The U.S. military will see a tremendous influx of robots to aid and replace humans, reports The San Diego Union-Tribune.
"Just as in the civilian economy, automation will likely have a big impact on military organizations in logistics and manufacturing," Michael Horowitz, an associate professor at the University of Pennsylvania and a weaponized robots researcher, told the newspaper.
"The U.S. military is very likely to pursue forms of automation that reduce ‘back-office’ costs over time, as well as remove soldiers from non-combat deployments where they might face risk from adversaries on fluid battlefields, such as in transportation."
Military robotics are so advanced, reports GQ, that companies like Boeing and Northrop Grumman are building unmanned fighter jets and, Lockheed Martin’s F-35 will likely be the last manned strike aircraft purchased by the U.S. Navy according to comments made by U.S. Navy Secretary Ray Mabus in 2015.
Robots’ jobs, per the Union-Tribune, could be anything from a computer designed to diagnose diseases and assist in operating rooms to a machine that rips out sea mines by hand.
"Robots will continue to replace the dirty, dull and dangerous jobs, and this will affect typically more uneducated and unskilled workers," Henrik Christensen, director of the Institute for Contextual Robotics at U.C. San Diego, told the Union-Tribune. "You need to look at the mundane things. Logistics tasks will not be solved by people driving around in trucks. Instead, you will have fewer drivers. The lead driver in a convoy might be human, but every truck following behind will not be. The jobs that are the most boring will be the ones that get replaced because they’re the easiest to automate."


- _What the task asks_
All of the data must be returned exactly as given.

[Entries from a dataset of interfaces]
[Start of section]
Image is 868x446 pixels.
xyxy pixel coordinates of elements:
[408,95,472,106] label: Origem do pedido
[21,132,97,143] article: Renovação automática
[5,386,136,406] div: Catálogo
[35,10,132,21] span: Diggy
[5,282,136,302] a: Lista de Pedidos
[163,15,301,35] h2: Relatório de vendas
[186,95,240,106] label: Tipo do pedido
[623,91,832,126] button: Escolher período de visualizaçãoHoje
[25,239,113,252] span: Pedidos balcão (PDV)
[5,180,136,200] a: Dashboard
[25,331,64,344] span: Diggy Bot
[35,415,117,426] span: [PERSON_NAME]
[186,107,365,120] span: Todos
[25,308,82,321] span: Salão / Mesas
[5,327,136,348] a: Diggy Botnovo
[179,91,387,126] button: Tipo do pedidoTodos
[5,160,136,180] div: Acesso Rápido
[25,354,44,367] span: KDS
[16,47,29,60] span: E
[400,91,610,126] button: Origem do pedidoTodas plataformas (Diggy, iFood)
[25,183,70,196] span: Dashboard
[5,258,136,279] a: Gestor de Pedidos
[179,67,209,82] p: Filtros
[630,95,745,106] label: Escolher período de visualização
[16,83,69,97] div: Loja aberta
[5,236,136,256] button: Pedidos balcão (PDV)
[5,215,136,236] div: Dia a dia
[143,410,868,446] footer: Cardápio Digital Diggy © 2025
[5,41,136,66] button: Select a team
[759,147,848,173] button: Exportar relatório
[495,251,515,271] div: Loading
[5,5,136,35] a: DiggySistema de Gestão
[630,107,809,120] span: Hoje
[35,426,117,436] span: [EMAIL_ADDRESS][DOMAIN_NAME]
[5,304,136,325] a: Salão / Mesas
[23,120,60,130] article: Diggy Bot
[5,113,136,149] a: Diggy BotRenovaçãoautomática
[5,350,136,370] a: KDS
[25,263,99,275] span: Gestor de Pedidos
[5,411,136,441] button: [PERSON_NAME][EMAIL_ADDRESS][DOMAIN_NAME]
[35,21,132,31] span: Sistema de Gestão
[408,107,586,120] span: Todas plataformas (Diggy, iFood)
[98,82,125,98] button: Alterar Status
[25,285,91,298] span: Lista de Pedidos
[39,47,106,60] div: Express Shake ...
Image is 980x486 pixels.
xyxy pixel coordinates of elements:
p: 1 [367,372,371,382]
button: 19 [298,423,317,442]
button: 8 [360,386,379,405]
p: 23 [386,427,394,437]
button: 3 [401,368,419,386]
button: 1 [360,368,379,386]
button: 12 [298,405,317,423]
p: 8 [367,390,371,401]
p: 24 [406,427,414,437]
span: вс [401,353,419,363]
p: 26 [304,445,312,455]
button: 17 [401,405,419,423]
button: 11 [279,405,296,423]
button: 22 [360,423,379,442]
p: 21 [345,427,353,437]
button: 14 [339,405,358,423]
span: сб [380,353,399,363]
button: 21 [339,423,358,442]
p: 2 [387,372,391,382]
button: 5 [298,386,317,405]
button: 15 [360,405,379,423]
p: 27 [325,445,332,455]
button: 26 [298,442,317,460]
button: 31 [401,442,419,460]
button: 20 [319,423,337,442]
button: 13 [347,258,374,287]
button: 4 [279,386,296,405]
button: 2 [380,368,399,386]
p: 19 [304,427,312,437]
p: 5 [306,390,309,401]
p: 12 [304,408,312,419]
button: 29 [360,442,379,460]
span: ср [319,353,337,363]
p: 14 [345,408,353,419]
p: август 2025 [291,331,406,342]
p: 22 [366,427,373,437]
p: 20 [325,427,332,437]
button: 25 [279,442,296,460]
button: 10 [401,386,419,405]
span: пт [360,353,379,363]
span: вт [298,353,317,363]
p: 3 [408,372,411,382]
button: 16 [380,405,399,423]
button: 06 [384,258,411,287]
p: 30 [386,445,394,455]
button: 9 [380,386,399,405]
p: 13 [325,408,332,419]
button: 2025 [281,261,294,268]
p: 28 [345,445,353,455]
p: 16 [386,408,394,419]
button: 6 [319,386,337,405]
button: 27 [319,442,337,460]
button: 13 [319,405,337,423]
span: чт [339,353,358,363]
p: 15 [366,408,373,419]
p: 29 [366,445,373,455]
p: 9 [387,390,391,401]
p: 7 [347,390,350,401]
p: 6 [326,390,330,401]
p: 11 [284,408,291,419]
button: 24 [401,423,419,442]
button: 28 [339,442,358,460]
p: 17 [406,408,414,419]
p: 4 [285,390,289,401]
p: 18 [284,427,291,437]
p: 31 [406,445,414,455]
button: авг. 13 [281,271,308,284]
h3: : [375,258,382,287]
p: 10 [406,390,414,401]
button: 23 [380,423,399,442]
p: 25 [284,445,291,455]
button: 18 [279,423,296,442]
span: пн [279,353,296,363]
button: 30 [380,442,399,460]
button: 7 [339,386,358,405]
[End of section]
- _Solution to the exercise_
Image is 868x446 pixels.
xyxy pixel coordinates of elements:
[408,95,472,106] label: Origem do pedido
[21,132,97,143] article: Renovação automática
[5,386,136,406] div: Catálogo
[35,10,132,21] span: Diggy
[5,282,136,302] a: Lista de Pedidos
[163,15,301,35] h2: Relatório de vendas
[186,95,240,106] label: Tipo do pedido
[623,91,832,126] button: Escolher período de visualizaçãoHoje
[25,239,113,252] span: Pedidos balcão (PDV)
[5,180,136,200] a: Dashboard
[25,331,64,344] span: Diggy Bot
[35,415,117,426] span: [PERSON_NAME]
[186,107,365,120] span: Todos
[25,308,82,321] span: Salão / Mesas
[5,327,136,348] a: Diggy Botnovo
[179,91,387,126] button: Tipo do pedidoTodos
[5,160,136,180] div: Acesso Rápido
[25,354,44,367] span: KDS
[16,47,29,60] span: E
[400,91,610,126] button: Origem do pedidoTodas plataformas (Diggy, iFood)
[25,183,70,196] span: Dashboard
[5,258,136,279] a: Gestor de Pedidos
[179,67,209,82] p: Filtros
[630,95,745,106] label: Escolher período de visualização
[16,83,69,97] div: Loja aberta
[5,236,136,256] button: Pedidos balcão (PDV)
[5,215,136,236] div: Dia a dia
[143,410,868,446] footer: Cardápio Digital Diggy © 2025
[5,41,136,66] button: Select a team
[759,147,848,173] button: Exportar relatório
[495,251,515,271] div: Loading
[5,5,136,35] a: DiggySistema de Gestão
[630,107,809,120] span: Hoje
[35,426,117,436] span: [EMAIL_ADDRESS][DOMAIN_NAME]
[5,304,136,325] a: Salão / Mesas
[23,120,60,130] article: Diggy Bot
[5,113,136,149] a: Diggy BotRenovaçãoautomática
[5,350,136,370] a: KDS
[25,263,99,275] span: Gestor de Pedidos
[5,411,136,441] button: [PERSON_NAME][EMAIL_ADDRESS][DOMAIN_NAME]
[35,21,132,31] span: Sistema de Gestão
[408,107,586,120] span: Todas plataformas (Diggy, iFood)
[98,82,125,98] button: Alterar Status
[25,285,91,298] span: Lista de Pedidos
[39,47,106,60] div: Express Shake ...
Image is 980x486 pixels.
xyxy pixel coordinates of elements:
p: 1 [367,372,371,382]
button: 19 [298,423,317,442]
button: 8 [360,386,379,405]
p: 23 [386,427,394,437]
button: 3 [401,368,419,386]
button: 1 [360,368,379,386]
button: 12 [298,405,317,423]
p: 8 [367,390,371,401]
p: 24 [406,427,414,437]
span: вс [401,353,419,363]
p: 26 [304,445,312,455]
button: 17 [401,405,419,423]
button: 11 [279,405,296,423]
button: 22 [360,423,379,442]
p: 21 [345,427,353,437]
button: 14 [339,405,358,423]
span: сб [380,353,399,363]
button: 21 [339,423,358,442]
p: 2 [387,372,391,382]
button: 5 [298,386,317,405]
button: 15 [360,405,379,423]
p: 27 [325,445,332,455]
button: 26 [298,442,317,460]
button: 31 [401,442,419,460]
button: 20 [319,423,337,442]
button: 13 [347,258,374,287]
button: 4 [279,386,296,405]
button: 2 [380,368,399,386]
p: 19 [304,427,312,437]
p: 5 [306,390,309,401]
p: 12 [304,408,312,419]
button: 29 [360,442,379,460]
span: ср [319,353,337,363]
p: 14 [345,408,353,419]
p: август 2025 [291,331,406,342]
p: 22 [366,427,373,437]
p: 20 [325,427,332,437]
button: 25 [279,442,296,460]
button: 10 [401,386,419,405]
span: пт [360,353,379,363]
span: вт [298,353,317,363]
p: 3 [408,372,411,382]
button: 16 [380,405,399,423]
button: 06 [384,258,411,287]
p: 30 [386,445,394,455]
button: 9 [380,386,399,405]
p: 13 [325,408,332,419]
button: 2025 [281,261,294,268]
p: 28 [345,445,353,455]
p: 16 [386,408,394,419]
button: 6 [319,386,337,405]
button: 27 [319,442,337,460]
button: 13 [319,405,337,423]
span: чт [339,353,358,363]
p: 15 [366,408,373,419]
p: 29 [366,445,373,455]
p: 9 [387,390,391,401]
p: 7 [347,390,350,401]
p: 6 [326,390,330,401]
p: 11 [284,408,291,419]
button: 24 [401,423,419,442]
button: 28 [339,442,358,460]
p: 17 [406,408,414,419]
p: 4 [285,390,289,401]
p: 18 [284,427,291,437]
p: 31 [406,445,414,455]
button: авг. 13 [281,271,308,284]
h3: : [375,258,382,287]
p: 10 [406,390,414,401]
button: 23 [380,423,399,442]
p: 25 [284,445,291,455]
button: 18 [279,423,296,442]
span: пн [279,353,296,363]
button: 30 [380,442,399,460]
button: 7 [339,386,358,405]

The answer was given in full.